While most of Vincent's late paintings are somber, they are essentially optimistic and reflect a desire to return to lucid mental health. However, the paintings completed in the days before his suicide are severely dark. His At Eternity's Gate, a portrayal of an old man holding his head in his hands, is particularly bleak. The work serves as a compelling and poignant expression of the artist's state of mind in his final days. Over the years there has been much debate as to the source of Van Gogh's illness and its effect on his work. Over 150 psychiatrists have attempted to label its root, with some 30 different diagnoses. Diagnoses that have been put forward include schizophrenia, bipolar disorder, syphilis, poisoning from swallowed paints, temporal lobe epilepsy and acute intermittent porphyria. Any of these could have been the culprit and been aggravated by malnutrition, overwork, insomnia and consumption of alcohol, especially absinthe.

Influence
In his final letter to Theo, Vincent admitted that as he did not have any children, he viewed his paintings as his progeny. Reflecting on this, the historian Simon Schama concluded that he "did have a child of course, Expressionism, and many, many heirs." Schama mentioned a wide number of artists who have adapted elements of Van Gogh's style, including Willem de Kooning, Howard Hodgkin and Jackson Pollock. The French Fauves, including Henri Matisse, extended both his use of color and freedom in applying it, as did German Expressionists in the Die Brücke group, as well as other early modernists. Abstract Expressionism of the 1940s and 1950s is seen as in part inspired from Van Gogh's broad, gestural brush strokes. In the words of art critic Sue Hubbard: "At the beginning of the twentieth century Van Gogh gave the Expressionists a new painterly language which enabled them to go beyond surface appearance and penetrate deeper essential truths. It is no coincidence that at this very moment Freud was also mining the depths of that essentially modern domain—the subconscious. This beautiful and intelligent exhibition places Van Gogh where he firmly belongs; as the trailblazer of modern art."

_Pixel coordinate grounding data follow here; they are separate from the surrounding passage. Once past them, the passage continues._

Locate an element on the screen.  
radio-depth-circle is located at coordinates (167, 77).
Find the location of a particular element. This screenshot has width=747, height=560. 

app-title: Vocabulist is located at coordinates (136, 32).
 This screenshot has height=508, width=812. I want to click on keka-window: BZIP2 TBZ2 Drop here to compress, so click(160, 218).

In 1957, Francis Bacon (1909–1992) based a series of paintings on reproductions of Van Gogh's The Painter on the Road to Tarascon, the original of which was destroyed during World War II. Bacon was inspired by not only an image he described as "haunting", but also Van Gogh himself, whom Bacon regarded as an alienated outsider, a position which resonated with Bacon. The Irish artist further identified with Van Gogh's theories of art and quoted lines written in a letter to Theo, "Real painters do not paint things as they are...They paint them as they themselves feel them to be". An exhibition devoted to Vincent van Gogh's letters took place in the Van Gogh Museum in Amsterdam from October 2009 to January 2010 and then moved to the Royal Academy in London from late January to April.